* What to work on *
Repeat every entry word for word; omit all pictures.

[Records to process — start]

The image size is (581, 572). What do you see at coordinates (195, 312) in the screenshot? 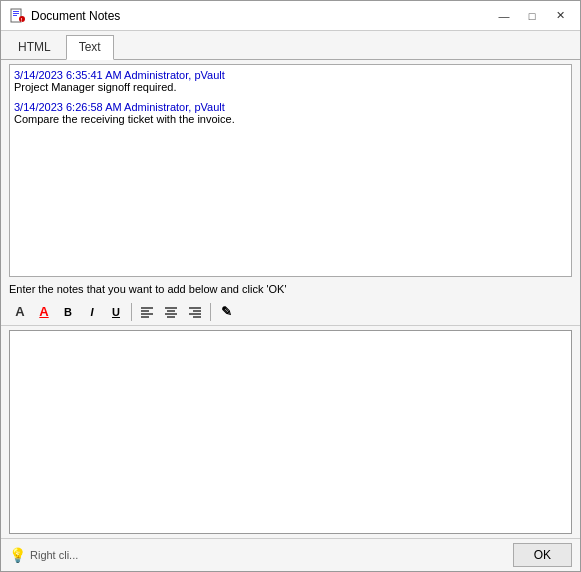
I see `align-right-button` at bounding box center [195, 312].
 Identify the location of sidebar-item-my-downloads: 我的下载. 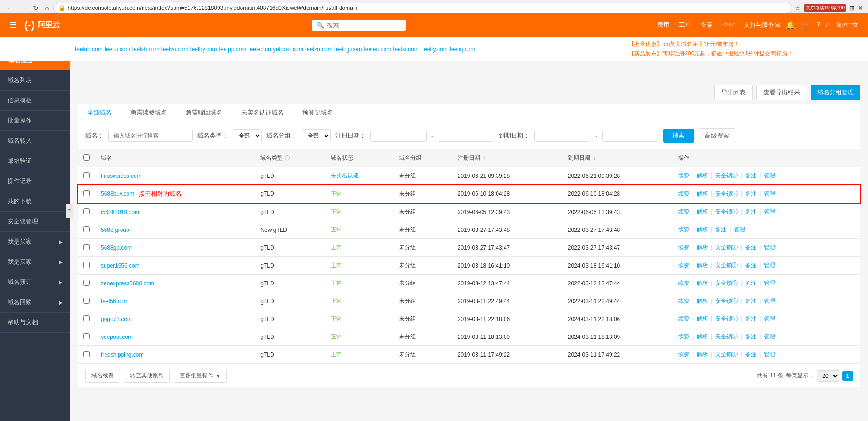
(35, 202).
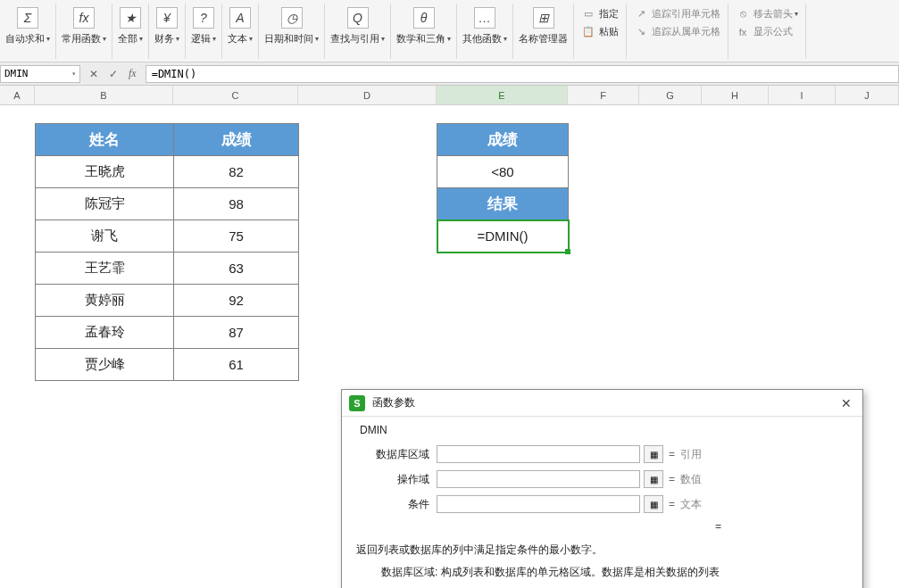  I want to click on other-functions-button: … 其他函数▾, so click(485, 27).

[Records to process — finish]

* Answer area *
The image size is (581, 572). What do you see at coordinates (195, 312) in the screenshot? 
I see `align-right-button` at bounding box center [195, 312].
 Identify the location of sidebar-item-my-downloads: 我的下载. 
(35, 202).
  I want to click on other-functions-button: … 其他函数▾, so click(485, 27).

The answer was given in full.